Computerize Your Club's Auction
TWICE a year the Northern Virginia Radio Control Club (NVRC) holds a well-attended auction. Typically about $5,000 in merchandise changes hands; the club takes a 10% commission for handling transactions, and many items are donated to the club. Net income to the club from each auction ranges from about $400 to $1,500. Approximately 300 items are sold over a four- to five-hour period.
In the past, handwritten records were kept for every transaction. Purchasers paid the club treasurer as they won bids, but when sellers wanted to leave the entire night's transactions had to be reviewed to compute totals owed (90% of each seller's sales). With 40 or more sellers involved, settlement normally required another hour or two of work by the tired staff.
More recently, a computer has been used to keep track of sales. Settlement was reduced to about 15 minutes, sellers received itemized copies of their transactions, and the treasurer received a master copy of the records.
System requirements and program
- The program was written in BASIC, using no special machine-dependent tricks.
- Any home computer with 32K or more of memory and a printer should be usable.
- NVRC used a Digital Group system and a 60 wpm Kleinschmidt printer.
- Convert or adapt the program if needed; a high school student in the club can usually handle conversion for a particular machine.
Operating the program
- Start the program running; enter "S" to indicate sales are occurring (sales mode).
- As each item is sold, enter the seller's assigned number and the successful bid amount.
- Two aides manually record each transaction as a cross-check in case of computer failure (power outage, etc.).
- Entry is relaxed until near the end, when transaction rate increases.
- For donated items (club-owned), assign a number between 80 and 98. This tells the computer NVRC receives the entire amount.
- To break out of entry mode when a seller wants to settle, enter the dummy number 99.
- Enter "M" for money and turn on the printer. Enter the seller's number:
- The computer prints each transaction involving that seller: an item sequence number, the amount bid, and 90% of that amount.
- After all items are listed, the computer prints the total amount owed to the seller.
- Give the printout to the seller, who takes it to the treasurer to receive payment.
- Repeat for additional sellers as needed.
- If sales are still ongoing after settlements, enter 99 and then "S" to return to sales mode.
End-of-evening totals
- At the end of the evening, enter the dummy 99 and then "N" for NVRC totals.
- The computer prints a seller-by-seller listing showing:
- Number of items sold
- Total amount bid
- How much the sellers received
- How much the club made
- The printout is given to the treasurer.
Notes:
- Sales transactions are normally entered with the printer off (to speed entry), but the printer can be left on if desired.
- A sample listing in the original article demonstrates operation using six items and three sellers.
Assumptions and limitations
- The program assumes a maximum of 79 sellers, each with a maximum of 25 items (set by the DIM statement in Line 20 of the program).
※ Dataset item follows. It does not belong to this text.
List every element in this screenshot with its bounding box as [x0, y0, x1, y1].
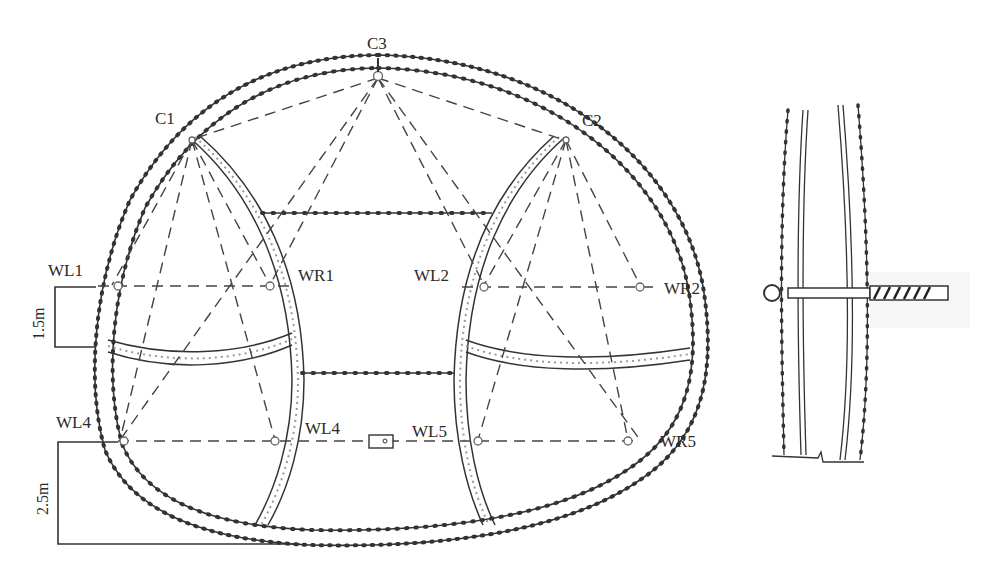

- NVRC typically stays under these limits, except for a few sellers with many small items. The workaround is to assign a second dummy number when an individual's item count nears 25 and add the real and dummy totals at settlement.
- If more memory is available, increase the dimension sizes or use a different table system to avoid this limitation.
Possible improvements
- Periodically off-load data to disk to reduce the risk of data loss from power failure.
- Add a "tab" system so sellers could charge purchases against deposited earnings.
- Modify or expand the program to suit a club's specific needs (higher limits, different print formats, etc.).
Many clubs use auctions as a source of revenue for activities. This simple BASIC program for home computers can make the accounting aspect nearly as much fun as buying and selling.
Dr. Robert Suding
Transcribed from original scans by AI. Minor OCR errors may remain.